The Puget Sound housing market moves with the seasons, and for buyers the calendar shifts three things at once: how many homes you can choose from, how many other buyers you are up against, and how much room you have to negotiate. Spring floods the market with both listings and competition, while late fall and winter thin the two out together. Summer stays busy in between. Knowing how each season tilts the field helps you decide when to shop and when to press for a better deal.
The Tradeoff Between Selection and Leverage
Every season trades selection against leverage. When inventory is high, you have more homes to choose from, but so does everyone else, which fuels competition and firms up prices. When inventory is thin, your choices narrow, but the sellers still listed tend to be motivated, and lighter competition hands you more negotiating power. One shift shapes the whole year in 2026: inventory has expanded well beyond where it sat a year ago, so buyers hold more leverage in every season than they recently did. Deciding which side of the trade you care about more is the first step in timing a purchase.
Spring: Peak Inventory, Peak Competition
March through June is the most active stretch of the year in the Puget Sound. The most listings hit the market, giving you the widest selection, but the season also draws the most buyers, so well-priced homes still sell quickly, often within a few weeks, while those that miss on price sit far longer. Prices are firmest now, and even with the market cooler than it was a year ago, sellers list in spring with confidence and less reason to negotiate. If you shop in spring, come pre-approved, know your ceiling, and be ready to move the day the right home appears.
Summer: Still Active, Slightly Cooler
Summer carries much of spring's momentum, especially among families trying to close and move before the school year starts. Inventory stays healthy through July, sellers remain fairly confident on price, and real bargains are uncommon before the fall shift. Competition tends to ease as August turns toward fall and some buyers step back for vacations. If your search has a school-year deadline, summer is a practical window, and the late-summer lull can give you a little more breathing room than the spring peak.
Fall and Winter: Fewer Listings, More Leverage
From late fall through winter, the number of homes for sale falls to its lowest point, and buyer competition drops with it. The sellers who stay listed are often the motivated ones: a relocation, a job start date, a home that lingered from summer, or the cost of carrying two mortgages. A seller listed in December is rarely testing the market; more often they need to move. Homes sit longer, price cuts grow more common, and you gain real room to negotiate on price, repairs, a rate buydown, or closing-cost credits. The tradeoff is selection, since you are choosing from a smaller pool and may wait longer for the right fit.
Rates and Readiness Usually Matter More Than the Month
The season sets the backdrop, but two forces move your buying power more than the calendar does. The first is the mortgage rate, around 6.5 percent in 2026; a swing of even half a point changes what you can afford more than the seasonal difference in price. The second is your own readiness: a solid pre-approval, savings for closing costs of 2 to 5 percent, and a clear timeline. It helps to remember that inventory across King, Pierce, and Snohomish counties has expanded to roughly 2.7 to 3.4 months in 2026, still below the six-month mark of a balanced market but well above where it sat a year ago, so buyers have more room than they recently did. The best month to buy is the one when your finances are ready and the right home is on the market.
Matching the Season to Your Situation
A simple way to turn all of this into a plan:
- Want the most choice. Shop in spring, when inventory peaks, and accept that you will compete for it.
- Want the most leverage. Shop in late fall or winter, when motivated sellers and light competition give you room to negotiate.
- Working around school. Target spring and summer so you can close and settle before the year starts.
- Flexible on timing. Watch the shoulder seasons, early fall and late winter, when selection and leverage sit closer to balanced.
No single month is the right answer for everyone. The season that fits you depends on how much you value selection versus leverage, how firm your timeline is, and how ready your financing is.
At Nations Realty, we track Puget Sound inventory and pricing week by week, so we can tell you what any given season actually looks like in the neighborhoods you are considering. Reach out, and we will help you decide whether to buy now or wait for a better-timed window, based on your goals rather than the calendar alone.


BRIEF. A faithful copy of all the records is needed, with the pictures omitted.

DATASET CONTENT.

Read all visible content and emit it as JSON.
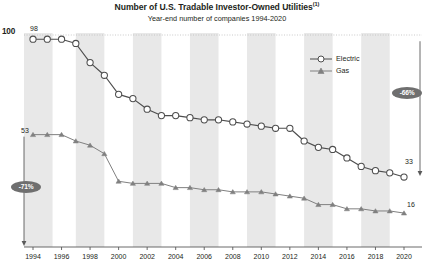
{
  "header": {
    "title": "Number of U.S. Tradable Investor-Owned Utilities",
    "title_footnote": "(1)",
    "subtitle": "Year-end number of companies 1994-2020"
  },
  "axis": {
    "y_max_label": "100",
    "x_tick_labels": [
      "1994",
      "1996",
      "1998",
      "2000",
      "2002",
      "2004",
      "2006",
      "2008",
      "2010",
      "2012",
      "2014",
      "2016",
      "2018",
      "2020"
    ]
  },
  "annotations": {
    "electric_start_value": "98",
    "electric_end_value": "33",
    "gas_start_value": "53",
    "gas_end_value": "16",
    "electric_change_badge": "-66%",
    "gas_change_badge": "-71%"
  },
  "legend": {
    "position": "inside-top-right",
    "items": [
      {
        "label": "Electric",
        "marker": "open-circle",
        "color": "#4d4d4d"
      },
      {
        "label": "Gas",
        "marker": "filled-triangle",
        "color": "#808080"
      }
    ]
  },
  "colors": {
    "electric_line": "#4d4d4d",
    "gas_line": "#808080",
    "band": "#e8e8e8",
    "text": "#231f20",
    "badge_bg": "#6f6f6f",
    "gridline": "#bdbdbd"
  },
  "chart_data": {
    "type": "line",
    "subtitle": "Year-end number of companies 1994-2020",
    "xlabel": "",
    "ylabel": "",
    "ylim": [
      0,
      100
    ],
    "grid": false,
    "vertical_bands": true,
    "x": [
      1994,
      1995,
      1996,
      1997,
      1998,
      1999,
      2000,
      2001,
      2002,
      2003,
      2004,
      2005,
      2006,
      2007,
      2008,
      2009,
      2010,
      2011,
      2012,
      2013,
      2014,
      2015,
      2016,
      2017,
      2018,
      2019,
      2020
    ],
    "series": [
      {
        "name": "Electric",
        "marker": "open-circle",
        "values": [
          98,
          98,
          98,
          96,
          87,
          81,
          72,
          70,
          65,
          62,
          62,
          61,
          60,
          60,
          59,
          58,
          57,
          56,
          56,
          50,
          47,
          46,
          42,
          38,
          36,
          35,
          33
        ]
      },
      {
        "name": "Gas",
        "marker": "filled-triangle",
        "values": [
          53,
          53,
          53,
          50,
          48,
          44,
          31,
          30,
          30,
          30,
          28,
          28,
          27,
          27,
          26,
          26,
          26,
          25,
          24,
          23,
          20,
          20,
          18,
          18,
          17,
          17,
          16
        ]
      }
    ],
    "annotations": [
      {
        "text": "98",
        "series": "Electric",
        "x": 1994,
        "y": 98
      },
      {
        "text": "33",
        "series": "Electric",
        "x": 2020,
        "y": 33
      },
      {
        "text": "53",
        "series": "Gas",
        "x": 1994,
        "y": 53
      },
      {
        "text": "16",
        "series": "Gas",
        "x": 2020,
        "y": 16
      },
      {
        "text": "-66%",
        "type": "change-badge",
        "series": "Electric"
      },
      {
        "text": "-71%",
        "type": "change-badge",
        "series": "Gas"
      }
    ]
  }
}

RESULT OF THE EXERCISE.
Read all visible content and emit it as JSON.
{
  "header": {
    "title": "Number of U.S. Tradable Investor-Owned Utilities",
    "title_footnote": "(1)",
    "subtitle": "Year-end number of companies 1994-2020"
  },
  "axis": {
    "y_max_label": "100",
    "x_tick_labels": [
      "1994",
      "1996",
      "1998",
      "2000",
      "2002",
      "2004",
      "2006",
      "2008",
      "2010",
      "2012",
      "2014",
      "2016",
      "2018",
      "2020"
    ]
  },
  "annotations": {
    "electric_start_value": "98",
    "electric_end_value": "33",
    "gas_start_value": "53",
    "gas_end_value": "16",
    "electric_change_badge": "-66%",
    "gas_change_badge": "-71%"
  },
  "legend": {
    "position": "inside-top-right",
    "items": [
      {
        "label": "Electric",
        "marker": "open-circle",
        "color": "#4d4d4d"
      },
      {
        "label": "Gas",
        "marker": "filled-triangle",
        "color": "#808080"
      }
    ]
  },
  "colors": {
    "electric_line": "#4d4d4d",
    "gas_line": "#808080",
    "band": "#e8e8e8",
    "text": "#231f20",
    "badge_bg": "#6f6f6f",
    "gridline": "#bdbdbd"
  },
  "chart_data": {
    "type": "line",
    "subtitle": "Year-end number of companies 1994-2020",
    "xlabel": "",
    "ylabel": "",
    "ylim": [
      0,
      100
    ],
    "grid": false,
    "vertical_bands": true,
    "x": [
      1994,
      1995,
      1996,
      1997,
      1998,
      1999,
      2000,
      2001,
      2002,
      2003,
      2004,
      2005,
      2006,
      2007,
      2008,
      2009,
      2010,
      2011,
      2012,
      2013,
      2014,
      2015,
      2016,
      2017,
      2018,
      2019,
      2020
    ],
    "series": [
      {
        "name": "Electric",
        "marker": "open-circle",
        "values": [
          98,
          98,
          98,
          96,
          87,
          81,
          72,
          70,
          65,
          62,
          62,
          61,
          60,
          60,
          59,
          58,
          57,
          56,
          56,
          50,
          47,
          46,
          42,
          38,
          36,
          35,
          33
        ]
      },
      {
        "name": "Gas",
        "marker": "filled-triangle",
        "values": [
          53,
          53,
          53,
          50,
          48,
          44,
          31,
          30,
          30,
          30,
          28,
          28,
          27,
          27,
          26,
          26,
          26,
          25,
          24,
          23,
          20,
          20,
          18,
          18,
          17,
          17,
          16
        ]
      }
    ],
    "annotations": [
      {
        "text": "98",
        "series": "Electric",
        "x": 1994,
        "y": 98
      },
      {
        "text": "33",
        "series": "Electric",
        "x": 2020,
        "y": 33
      },
      {
        "text": "53",
        "series": "Gas",
        "x": 1994,
        "y": 53
      },
      {
        "text": "16",
        "series": "Gas",
        "x": 2020,
        "y": 16
      },
      {
        "text": "-66%",
        "type": "change-badge",
        "series": "Electric"
      },
      {
        "text": "-71%",
        "type": "change-badge",
        "series": "Gas"
      }
    ]
  }
}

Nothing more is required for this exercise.